Her grand finale," The Twelve Divas of Christmas," has audience members picking names out of a hat to determine who sings of partridges in pear trees and who hits the money notes on "five golden rings."  The night I attended the lineup consisted of Bernadette Peters, Joan Rivers, Charo, Gwen Verdon (my first time hearing this one and it is extraordinary), Barbra Streisand, Carol Channing, Katherine Hepburn, a gorgeously purring Eartha Kitt, Angela Lansbury (another new one for me, and it had audience members gasping at her accuracy), Julie Andrews, Jean Stapleton as Edith Bunker and her ever-hysterically Elaine Stritch.  There are more than a dozen names in the hat so every performance brings a new mixture of divas, and each selection is given a personal arrangement by her ace music director/pianist Matthew Ward.

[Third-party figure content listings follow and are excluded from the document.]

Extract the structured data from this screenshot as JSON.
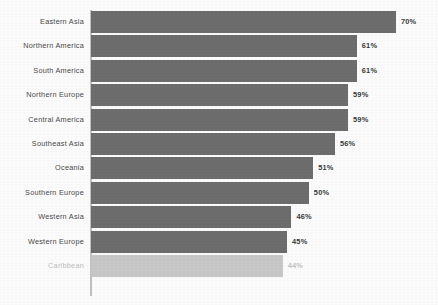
{
  "chart_data": {
    "type": "bar",
    "orientation": "horizontal",
    "title": "",
    "subtitle": "",
    "xlabel": "",
    "ylabel": "",
    "grid": false,
    "legend": false,
    "legend_position": "none",
    "xlim": [
      0,
      70
    ],
    "value_suffix": "%",
    "bar_color": "#6e6e6e",
    "highlight_color": "#c9c9c9",
    "axis_color": "#c2c2c2",
    "background_color": "#fdfdfd",
    "categories": [
      "Eastern Asia",
      "Northern America",
      "South America",
      "Northern Europe",
      "Central America",
      "Southeast Asia",
      "Oceania",
      "Southern Europe",
      "Western Asia",
      "Western Europe",
      "Caribbean"
    ],
    "values": [
      70,
      61,
      61,
      59,
      59,
      56,
      51,
      50,
      46,
      45,
      44
    ],
    "value_labels": [
      "70%",
      "61%",
      "61%",
      "59%",
      "59%",
      "56%",
      "51%",
      "50%",
      "46%",
      "45%",
      "44%"
    ],
    "dimmed": [
      false,
      false,
      false,
      false,
      false,
      false,
      false,
      false,
      false,
      false,
      true
    ]
  }
}
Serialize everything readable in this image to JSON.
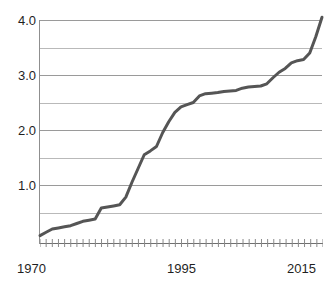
{
  "chart_data": {
    "type": "line",
    "title": "",
    "subtitle": "",
    "xlabel": "",
    "ylabel": "",
    "xlim": [
      1970,
      2016
    ],
    "ylim": [
      0,
      4.2
    ],
    "grid": true,
    "legend": null,
    "y_ticks_labeled": [
      "1.0",
      "2.0",
      "3.0",
      "4.0"
    ],
    "y_gridlines": [
      0.5,
      1.0,
      1.5,
      2.0,
      2.5,
      3.0,
      3.5,
      4.0
    ],
    "x_ticks_labeled": [
      "1970",
      "1995",
      "2015"
    ],
    "x_minor_tick_count": 47,
    "line_color": "#555555",
    "grid_color": "#9a9a9a",
    "axis_color": "#6f6f6f",
    "text_color": "#1f1f1f",
    "background_color": "#ffffff",
    "series": [
      {
        "name": "series-1",
        "x": [
          1970,
          1971,
          1972,
          1973,
          1974,
          1975,
          1976,
          1977,
          1978,
          1979,
          1980,
          1981,
          1982,
          1983,
          1984,
          1985,
          1986,
          1987,
          1988,
          1989,
          1990,
          1991,
          1992,
          1993,
          1994,
          1995,
          1996,
          1997,
          1998,
          1999,
          2000,
          2001,
          2002,
          2003,
          2004,
          2005,
          2006,
          2007,
          2008,
          2009,
          2010,
          2011,
          2012,
          2013,
          2014,
          2015,
          2016
        ],
        "values": [
          0.08,
          0.14,
          0.2,
          0.22,
          0.24,
          0.26,
          0.3,
          0.34,
          0.36,
          0.38,
          0.58,
          0.6,
          0.62,
          0.64,
          0.78,
          1.05,
          1.3,
          1.55,
          1.62,
          1.7,
          1.95,
          2.15,
          2.32,
          2.42,
          2.46,
          2.5,
          2.62,
          2.66,
          2.67,
          2.68,
          2.7,
          2.71,
          2.72,
          2.76,
          2.78,
          2.79,
          2.8,
          2.84,
          2.95,
          3.05,
          3.12,
          3.22,
          3.26,
          3.28,
          3.4,
          3.7,
          4.05
        ]
      }
    ]
  },
  "axis": {
    "y_labels": [
      {
        "text": "4.0",
        "value": 4.0
      },
      {
        "text": "3.0",
        "value": 3.0
      },
      {
        "text": "2.0",
        "value": 2.0
      },
      {
        "text": "1.0",
        "value": 1.0
      }
    ],
    "x_labels": [
      {
        "text": "1970",
        "value": 1970
      },
      {
        "text": "1995",
        "value": 1995
      },
      {
        "text": "2015",
        "value": 2015
      }
    ]
  }
}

But while I'll never tire of Pedi's pin-point mimicry, it's the moments as herself that make this Forbidden Broadway alum one of the most entertaining cabaret performers in town.  With tender simplicity she earnestly brings blizzard-melting warmth to Irving Berlin's "Count Your Blessings Instead of Sheep" and Martin and Blane's "Have Yourself A Merry Little Christmas," but can handily switch into jazzy broad mode to swing out "The Man With The Bag" (Dudley Brooks, Hal Stanley & Irv Taylor).  A familiar routine has "Santa Claus is Coming To Town" (J. Fred Coots and Haven Gillespie) done in the sultry style of Kander and Ebb's "Roxie" from Chicago, complete with a revised monologue that cleverly quotes the original ("I started being nice.  Then I started being naughty.  Which is like nice, but without underwear.") but it's in the Oscar Hammerstein/Otto Harbach/George Gershwin comic classic, "Vodka" that she proves herself a superior musical theatre clown, growling out deep inebriated tones as a frisky Russian socialite.

Though the 25th has already come and gone, Christine Pedi's Jolly Holly Christmas Folly will be keeping yuletides bright through December 30th, 7pm nightly at the Laurie Beechman Theatre.